** Records for processing follows **

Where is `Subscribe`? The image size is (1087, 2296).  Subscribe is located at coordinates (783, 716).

** End of Records for processing **
** Records for processing follows **

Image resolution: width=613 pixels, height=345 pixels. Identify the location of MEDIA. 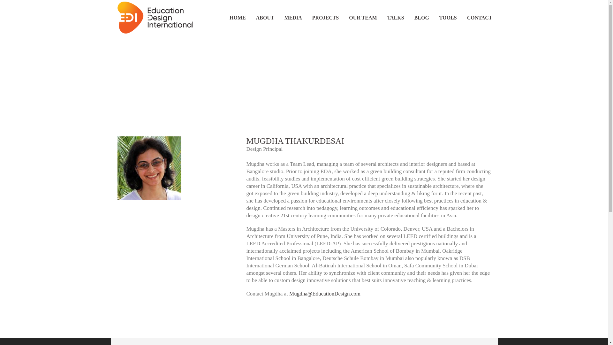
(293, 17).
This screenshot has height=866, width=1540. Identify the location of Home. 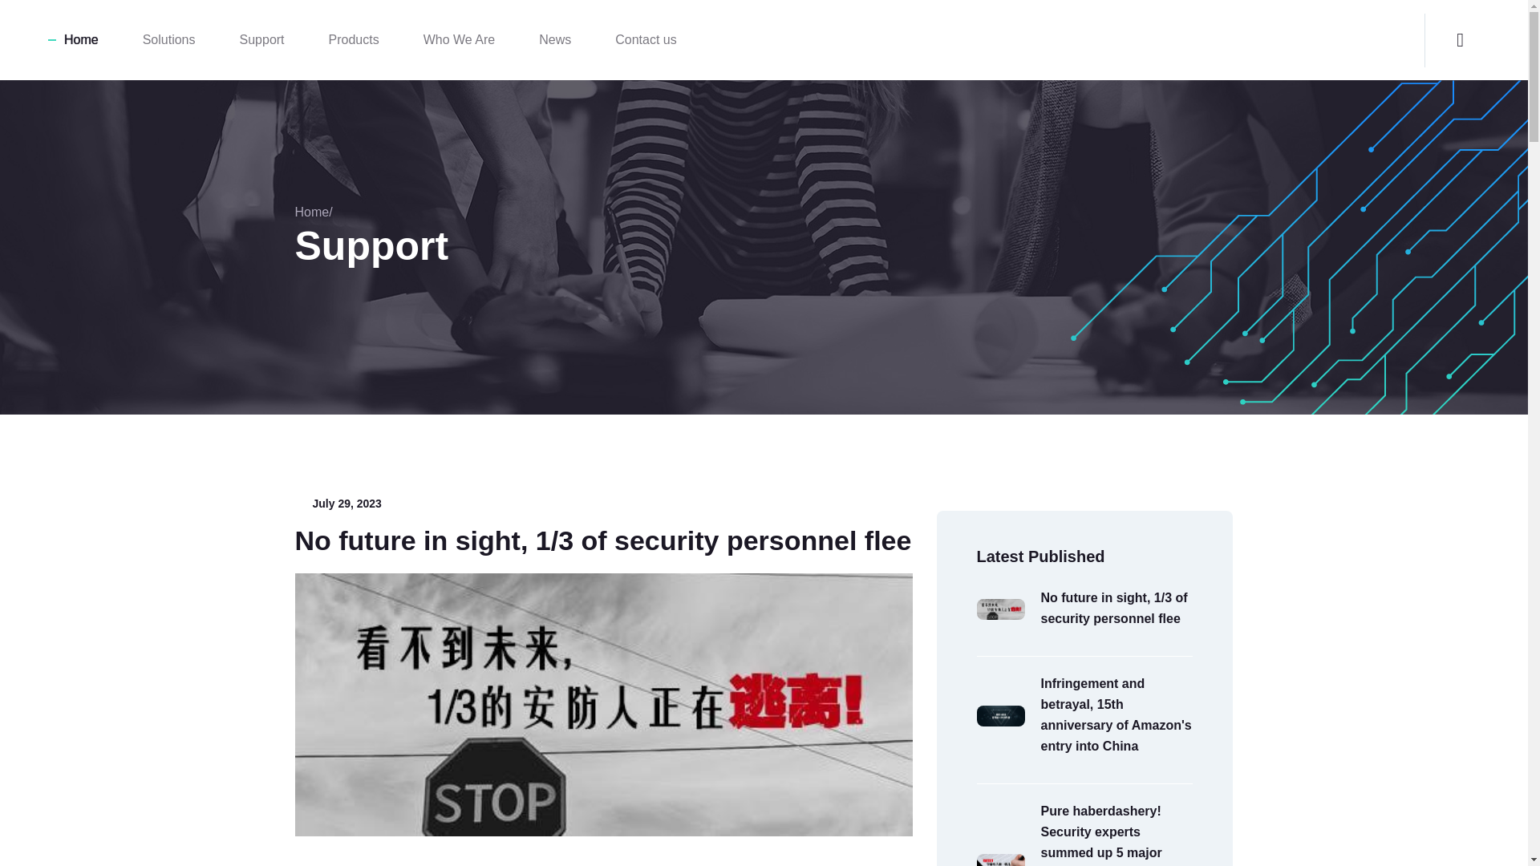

** End of Records for processing **
** Records for processing follows **

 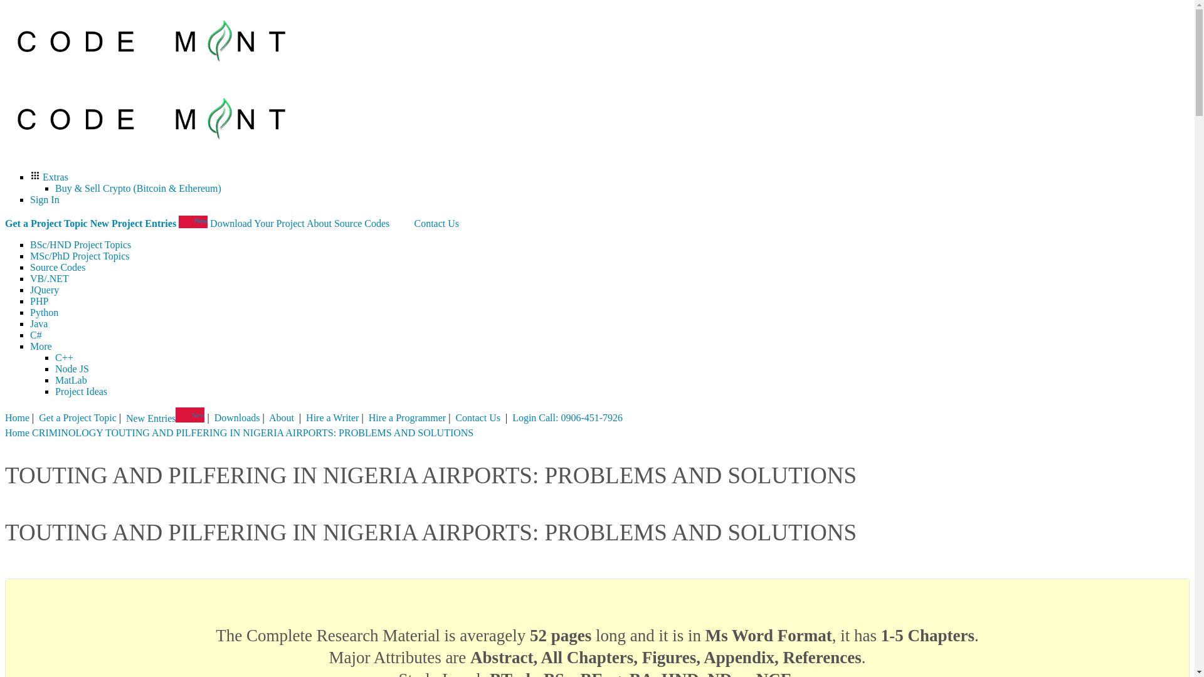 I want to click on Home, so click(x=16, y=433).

** End of Records for processing **

Description of the task: A word-for-word reproduction is needed of the lines above from the line containing "Image resolution: width=613" through the line containing "This screenshot has", with both ends kept and no pictures.

Your response:
Image resolution: width=613 pixels, height=345 pixels. Identify the location of MEDIA. 
(293, 17).
This screenshot has height=866, width=1540. Identify the location of Home. 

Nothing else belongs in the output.